6. Watch alerts fire
The first run usually surfaces a couple of alerts. Common ones in a typical room:
airdrop_discoverable(severity 2) — someone's iPhone has AirDrop set to "Everyone". The phone-number hash + AppleID hash are being broadcast to the world.findmy_separated(severity 1) — an AirTag or compatible accessory broadcasting "owner not nearby" mode.pii_ssid_in_probe(severity 1) — a phone probed for an SSID likeJohn's iPhone Hotspot.open_network_near(severity 0, info) — an unencrypted WiFi network in range.
Click Alerts in the sidebar to see the by-rule breakdown plus the full alert log. Each entry shows timestamp, MAC, severity, and a human-readable detail.
7. Save the session
Click Sessions in the sidebar. Your active capture appears at the top with a green recording badge.

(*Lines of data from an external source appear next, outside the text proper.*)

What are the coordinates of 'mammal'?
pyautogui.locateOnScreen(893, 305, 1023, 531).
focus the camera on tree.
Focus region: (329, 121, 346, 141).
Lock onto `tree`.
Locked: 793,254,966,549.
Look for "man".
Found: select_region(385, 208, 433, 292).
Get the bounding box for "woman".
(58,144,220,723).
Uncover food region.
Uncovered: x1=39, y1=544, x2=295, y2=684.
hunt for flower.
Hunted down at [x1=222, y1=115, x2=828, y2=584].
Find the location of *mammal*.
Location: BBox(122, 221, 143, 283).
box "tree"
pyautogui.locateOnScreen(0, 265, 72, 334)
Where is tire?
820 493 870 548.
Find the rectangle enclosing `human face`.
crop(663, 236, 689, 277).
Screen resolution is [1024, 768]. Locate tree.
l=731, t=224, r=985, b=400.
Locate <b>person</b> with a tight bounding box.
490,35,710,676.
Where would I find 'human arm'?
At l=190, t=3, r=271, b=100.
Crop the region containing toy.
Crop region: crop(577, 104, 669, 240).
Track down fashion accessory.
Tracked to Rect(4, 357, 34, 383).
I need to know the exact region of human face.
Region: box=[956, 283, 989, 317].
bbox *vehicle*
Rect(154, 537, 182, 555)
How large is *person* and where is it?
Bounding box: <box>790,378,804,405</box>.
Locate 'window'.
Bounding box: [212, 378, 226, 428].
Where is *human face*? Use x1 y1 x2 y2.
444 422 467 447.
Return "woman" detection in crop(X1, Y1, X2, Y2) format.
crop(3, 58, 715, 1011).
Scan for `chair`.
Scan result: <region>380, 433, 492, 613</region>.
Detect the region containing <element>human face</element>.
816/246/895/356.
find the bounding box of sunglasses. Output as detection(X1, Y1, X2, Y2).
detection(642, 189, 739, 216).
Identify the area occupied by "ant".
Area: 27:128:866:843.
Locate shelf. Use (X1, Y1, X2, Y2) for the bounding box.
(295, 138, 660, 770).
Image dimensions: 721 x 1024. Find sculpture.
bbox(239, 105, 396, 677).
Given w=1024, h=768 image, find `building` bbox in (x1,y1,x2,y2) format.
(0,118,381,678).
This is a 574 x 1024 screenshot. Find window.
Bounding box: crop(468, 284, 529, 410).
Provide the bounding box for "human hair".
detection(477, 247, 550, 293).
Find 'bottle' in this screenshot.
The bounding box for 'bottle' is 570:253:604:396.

Switch to Setup mode (Overview → click the Setup card) — this finalizes the session: device counts, event counts, alert counts, end timestamp all written. The session is now downloadable as JSON via the cloud icon next to it.
Switch back to Monitor and a new session auto-starts. Sessions are independent recordings — useful when you want to capture distinct environments and compare them later.
8. Look at Insights
Click Insights in the sidebar. Five tabs:
- Distribution — class pie chart + top vendors bar list. Quick glance: are you in an Apple-heavy room or Android-heavy?
- Network leakage — SSID class counts (hotel / airport / coffee / corporate / personal) + top probed SSIDs.
- Trackers — AirTag count, separated AirTag count, Tile count.
- Privacy — six-card grid summarizing AirDrop / unlocked / FindMy-sep / corp-SSID / PII-SSID / random-MAC counts, plus a top-10 leaky devices list.
- Library — cross-session known device list. Devices land here after the 5-second tick; identity fields persist across reboots.
9. Look at Recognized
Click Recognized in the sidebar. This is the localStorage device-history — every device seen since the desktop was first installed, with full detail-blob persistence.
This list updates instantly every time a new identifying field is observed. If a Galaxy Watch flashes its name once and then drops it, the Recognized record keeps the name. Same for AirTag IDs, OS major versions, BLE flags — any field the firmware ever surfaced for a device gets remembered.
Useful for "have I seen this MAC before, ever" questions.
What to do next
- Try a more detailed look at a device — see Desktop → Device Detail.
- Understand how the classifier picked a class — see Detection → Device Classifier.
- Run a multi-hour capture in a public space (with permission) to see the multi-hour follower alert in action — see Detection → Alerts.
- Customize behavior via the firmware CLI — see Firmware → CLI Reference.
Sustained captures throttle hard — events_throttled will dwarf events. That's fine. Devices still update every event in the aggregator; you just see fewer EV: lines on the wire. Set airleak-throttle 0 for the rare debug case where you want every single event.